Many leaders fear they will lose control if they relinquish control to others. In times of stress, the tendency is to revert to command and control whilst still wanting employees to be creative and innovative and able to rapidly respond to change.

The issue is that employees will not be creative, innovative and responsive and are likely to leave the organisation if they don’t feel trusted and respected.

In future posts, I will share examples of organisations that have been successful in team effort. Top teams must be more than responding to constant change through distributed authority.

Adaptive Leadership

Not only do leaders need to give up control, they need to become adaptive leaders.

Acknowledging that we are living in a volatile, uncertain, complex and ambiguous world, how can leaders chart a course when they cannot predict the outcome of their choices?

Today, every organisation is an information business. Leaders need to be able to read the right signals and act upon them.

Adaptive leaders learn through experimentation, and manage the context, not the instruction set. They cultivate diversity of view to generate multiplicity of options. They lead with empathy, reward accomplishment with autonomy and seek winning solutions for all stakeholders.

Adaptive leaders know what to do when they don't know what to do.

Successful organisations also need adaptive leadership teams. Leadership at the top is now a team effort. Top teams must be more than just high performing. They need to adapt and thrive, regardless of the turbulence they face.

A BCG Strategy Institute study titled “The Value of Adaptive Advantage” (2010) shows that more-adaptive companies generate powerful economic and financial gains. These companies consistently outperform their industry peers during periods of volatility, and they sustain superior performance over time, whether it’s 5 years or 30 years. The results also show a strong correlation between a company’s adaptability index score and total shareholder return.

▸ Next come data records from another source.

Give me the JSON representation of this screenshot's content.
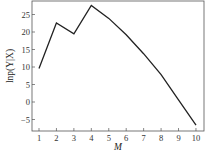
{
  "chart_data": {
    "type": "line",
    "title": "",
    "xlabel": "M",
    "ylabel": "lnp(Y|X)",
    "x": [
      1,
      2,
      3,
      4,
      5,
      6,
      7,
      8,
      9,
      10
    ],
    "series": [
      {
        "name": "lnp(Y|X)",
        "values": [
          9.6,
          22.6,
          19.5,
          27.6,
          23.9,
          19.2,
          13.8,
          7.8,
          0.6,
          -6.6
        ]
      }
    ],
    "xticks": [
      "1",
      "2",
      "3",
      "4",
      "5",
      "6",
      "7",
      "8",
      "9",
      "10"
    ],
    "yticks": [
      "-5",
      "0",
      "5",
      "10",
      "15",
      "20",
      "25"
    ],
    "xlim": [
      0.6,
      10.4
    ],
    "ylim": [
      -8,
      29
    ],
    "grid": false,
    "legend": null
  }
}
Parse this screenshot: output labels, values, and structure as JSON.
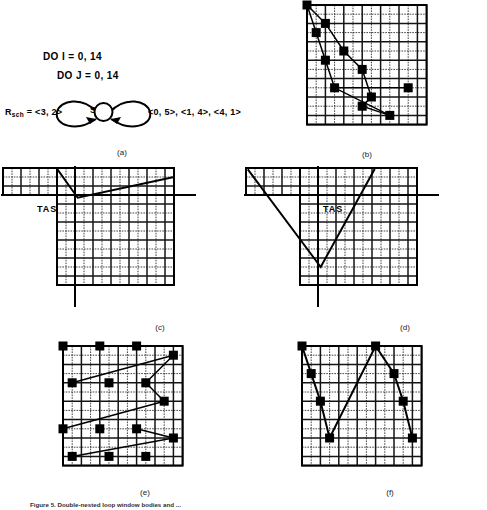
{
  "figure": {
    "caption": "Figure 5. Double-nested loop window bodies and ..."
  },
  "panel_a": {
    "label": "(a)",
    "code_lines": [
      "DO I = 0, 14",
      "DO J = 0, 14"
    ],
    "rsch_prefix": "R",
    "rsch_sub": "sch",
    "rsch_value": " = <3, 2>",
    "state_label": "S",
    "state_sub": "i",
    "vectors": "<0, 5>, <1, 4>, <4, 1>"
  },
  "panel_b": {
    "label": "(b)",
    "grid": {
      "cols": 13,
      "rows": 13
    },
    "markers": [
      [
        0,
        0
      ],
      [
        2,
        2
      ],
      [
        1,
        3
      ],
      [
        4,
        5
      ],
      [
        2,
        6
      ],
      [
        6,
        7
      ],
      [
        3,
        9
      ],
      [
        7,
        10
      ],
      [
        6,
        11
      ],
      [
        11,
        9
      ],
      [
        9,
        12
      ]
    ],
    "paths": [
      [
        [
          0,
          0
        ],
        [
          2,
          2
        ],
        [
          4,
          5
        ],
        [
          6,
          7
        ],
        [
          7,
          10
        ],
        [
          6,
          11
        ],
        [
          9,
          12
        ]
      ],
      [
        [
          0,
          0
        ],
        [
          1,
          3
        ],
        [
          2,
          6
        ],
        [
          3,
          9
        ],
        [
          9,
          12
        ]
      ],
      [
        [
          3,
          9
        ],
        [
          11,
          9
        ]
      ]
    ]
  },
  "panel_c": {
    "label": "(c)",
    "tas_label": "TAS",
    "grid": {
      "cols": 13,
      "rows": 13
    },
    "strip": {
      "cols": 6,
      "rows": 3
    },
    "path": [
      [
        6,
        0
      ],
      [
        6.2,
        2.3
      ],
      [
        13,
        0.6
      ]
    ]
  },
  "panel_d": {
    "label": "(d)",
    "tas_label": "TAS",
    "grid": {
      "cols": 13,
      "rows": 13
    },
    "strip": {
      "cols": 6,
      "rows": 3
    },
    "path": [
      [
        0,
        0
      ],
      [
        2.2,
        10.5
      ],
      [
        8.2,
        0
      ]
    ]
  },
  "panel_e": {
    "label": "(e)",
    "grid": {
      "cols": 13,
      "rows": 13
    },
    "markers": [
      [
        0,
        0
      ],
      [
        4,
        0
      ],
      [
        8,
        0
      ],
      [
        12,
        1
      ],
      [
        1,
        4
      ],
      [
        5,
        4
      ],
      [
        9,
        4
      ],
      [
        11,
        6
      ],
      [
        0,
        9
      ],
      [
        4,
        9
      ],
      [
        8,
        9
      ],
      [
        12,
        10
      ],
      [
        1,
        12
      ],
      [
        5,
        12
      ],
      [
        9,
        12
      ]
    ],
    "paths": [
      [
        [
          12,
          1
        ],
        [
          1,
          4
        ]
      ],
      [
        [
          12,
          1
        ],
        [
          9,
          4
        ]
      ],
      [
        [
          9,
          4
        ],
        [
          11,
          6
        ]
      ],
      [
        [
          11,
          6
        ],
        [
          0,
          9
        ]
      ],
      [
        [
          12,
          10
        ],
        [
          8,
          9
        ]
      ],
      [
        [
          12,
          10
        ],
        [
          1,
          12
        ]
      ]
    ]
  },
  "panel_f": {
    "label": "(f)",
    "grid": {
      "cols": 13,
      "rows": 13
    },
    "markers": [
      [
        0,
        0
      ],
      [
        1,
        3
      ],
      [
        2,
        6
      ],
      [
        3,
        10
      ],
      [
        8,
        0
      ],
      [
        10,
        3
      ],
      [
        11,
        6
      ],
      [
        12,
        10
      ]
    ],
    "paths": [
      [
        [
          0,
          0
        ],
        [
          1,
          3
        ],
        [
          2,
          6
        ],
        [
          3,
          10
        ],
        [
          8,
          0
        ],
        [
          10,
          3
        ],
        [
          11,
          6
        ],
        [
          12,
          10
        ]
      ]
    ]
  },
  "colors": {
    "ink": "#000000",
    "grid_line": "#1c1c1c",
    "paper": "#ffffff"
  }
}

In future posts I will also explore what I believe are the key traits of adaptive leaders and adaptive leadership teams.

Speed

And last but certainly not least is the need for speed.

Agile is here and you had better be ready to manage the people side of rapid change. It is time to release your waterfall ways!

The only way to be truly responsive to constant change is to become more agile. (Note: I use agile with a small ‘a’).

Business demand means agile transformations and iterative implementations and organizations are now challenged with managing the people side of such fast-paced change.

It’s not enough to rely on communications and training alone. Many existing change management models follow waterfall rather than agile practices.
 

The waterfall approach to change won’t work on an agile project because agile won’t know the end state until close to the release.

Organisational change management has to adapt to an agile world!

Organisational change management needs to align with agile practices in order to manage change during iterative development cycles. Challenges for organisational change are time, information and planning. None of which are as available as they used to be! Therefore it is important to build change along the way and keep pace with the sprint development schedule and evolving cadence.

Organisational change has to match the rhythm so that agile and organisation change become one.

Summary

This has been as sneak preview into the six areas I have been working on and in future posts I will provide the meat on the bones of what I have introduced here.

I know that organisations are currently talking about disruption, transformation, agility, innovation, delegation, permission and so on. I hear these words all the time. I also know that most organisations are struggling to determine where to start.

I have services underpinning all of these areas that can help, including workshops, training, coaching and mentoring. Just contact me for more information.

 

More posts on their way over the coming weeks and months exploring how we need to take a fresh and radical look at organisational change management, and the changes we need to make if we are to thrive.

In the meantime, please subscribe to my posts so you have no fear of missing out!

Also remember that older posts from me are available via the Resources section.